The girl who was working the tables came with the beer, and Bobby watched her walk back to the bar, her haunches rolling. She was chubby, and she wasn't wearing much. She was fifteen at the most, and the chub was baby fat.
Bobby said speculatively, "You know what I'm thinking?"
I knew exactly what he was thinking. I was inside his head, tapping him. He was thinking in crude and graphic terms about taking the girl back to the motel with him. He didn't have much imagination.
"Come off it," said Manny. "She's just a kid."
"I know it, I know it." Bobby made a show of licking his lips. "Around here she's legal."
"Christ, you ought to be ashamed of yourself. You got a daughter that age."
"My daughter isn't bad for her age. You should try her sometimes."
"I already did. She's almost as good as your wife."
That was the level of the conversation. We sat at the table with the shrimp and the beer until after midnight, then we drove around until it was time to set up the meet. Bobby and Manny had been working on it for over a month, trying to make a buy from an organization that was flooding the lower parishes with quality coke. They were working without the local law, which Manny thought might be leaky. Bobby was working undercover, and it had taken him the month to set up the first buy. The buy was a teaser with no one due to get busted. If it went down smoothly then Bobby moved up the line to the next supplier, step-by-step, until they got to the people who were worth taking down. The meeting was one-on-one, only one of them with the merchandise and Bobby by himself with the satchel in the parking lot of the 7-Eleven at two in the morning. Manny would be there on a roof to back him up, and I would be there because Bobby couldn't wear a wire.
The trouble is television, too many drug agents wear wires. Well, the bad guys watch television, too, and now every time a major buy goes down the buyer gets a skin search. So it takes some balls to wear a wire these days, but there are times when it has to be done, mostly when recorded evidence is needed. That wasn't the case here. No one was getting busted, and the only need for a wire was to make sure that Bobby didn't get himself iced. He'd be sitting out in the open with a satchel full of cash, dealing with people he didn't know, and there had to be a way for him to call in the Marines. A wire back to Manny on the roof would have given him the protection, but they couldn't use a wire and so they had to use me. I do it without wires.

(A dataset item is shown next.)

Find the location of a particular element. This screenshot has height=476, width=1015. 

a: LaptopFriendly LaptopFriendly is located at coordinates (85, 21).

We split up at one o'clock. Manny and I left the car a half mile from the 7-Eleven, and Bobby went on alone, the satchel on the seat beside him. Manny and I went overland, down the embankment at the side of the road, and along a series of gullies, the sawtooth grass tearing at our ankles and knees. I was empty-handed, but Manny had his weapon in a gun bag over his shoulder. It was a sniper's rifle, a Dragunov with a telescopic sight. It wasn't heavy, but it was bulky, and it made the going difficult for him. The gullies were wet with runoff water, filled with slick rocks, and every time that Manny slipped he cursed softly.

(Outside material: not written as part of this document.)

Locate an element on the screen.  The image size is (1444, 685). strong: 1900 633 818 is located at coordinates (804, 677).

We came out of the gully in back of the 7-Eleven, and climbed the emergency ladder up to the roof. The roof was flat and tarred, and with a waist-high façade at the front that gave plenty of cover. The parking lot below was dark and almost deserted. Only Bobby's car was there, parked directly in front of the store. I had picked the spot for him. My maximum range is one hundred and fifty feet, and the car was well within it. Manny set up the Dragunov on its tripod, zeroed it in on the driver's side of Bobby's car, and we settled in to wait.
I tuned into Bobby's head. Sitting down there in the car, staring out into the night, he was still thinking about that kid in the shrimp joint. He had her twisted into an impossible position. Or maybe it was possible, but not for anybody I knew. I told Manny, and he laughed.
"Bobby is okay," he said. "It's just that he's still growing up."